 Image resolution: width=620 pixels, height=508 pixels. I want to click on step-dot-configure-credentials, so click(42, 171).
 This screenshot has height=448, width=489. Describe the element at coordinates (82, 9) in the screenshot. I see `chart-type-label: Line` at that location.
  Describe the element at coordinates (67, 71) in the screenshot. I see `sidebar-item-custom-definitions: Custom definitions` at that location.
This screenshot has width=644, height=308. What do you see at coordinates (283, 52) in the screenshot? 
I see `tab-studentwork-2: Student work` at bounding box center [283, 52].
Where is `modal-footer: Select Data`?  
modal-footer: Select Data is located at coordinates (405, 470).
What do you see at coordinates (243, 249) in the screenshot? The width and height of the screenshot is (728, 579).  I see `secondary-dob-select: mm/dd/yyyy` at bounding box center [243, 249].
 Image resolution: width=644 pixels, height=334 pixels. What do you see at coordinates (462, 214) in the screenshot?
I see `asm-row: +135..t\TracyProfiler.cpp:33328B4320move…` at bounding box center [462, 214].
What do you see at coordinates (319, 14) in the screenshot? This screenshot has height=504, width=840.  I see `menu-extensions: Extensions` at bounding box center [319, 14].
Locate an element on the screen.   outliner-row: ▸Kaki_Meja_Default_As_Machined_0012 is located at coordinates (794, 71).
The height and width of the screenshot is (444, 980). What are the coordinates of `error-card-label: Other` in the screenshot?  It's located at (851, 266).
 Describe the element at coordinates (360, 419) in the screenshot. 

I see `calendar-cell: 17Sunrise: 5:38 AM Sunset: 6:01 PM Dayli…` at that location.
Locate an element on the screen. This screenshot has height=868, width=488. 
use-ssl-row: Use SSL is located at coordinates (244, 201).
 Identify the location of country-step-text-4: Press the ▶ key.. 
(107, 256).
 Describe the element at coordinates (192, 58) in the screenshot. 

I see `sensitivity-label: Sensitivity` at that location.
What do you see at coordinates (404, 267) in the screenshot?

What the exercise asks:
Each line from the one with "Describe the element at coordinates (192, 58)" to the end of the material should be duplicated exactly, and no other line.

Answer section:
 Describe the element at coordinates (192, 58) in the screenshot. 

I see `sensitivity-label: Sensitivity` at that location.
What do you see at coordinates (404, 267) in the screenshot?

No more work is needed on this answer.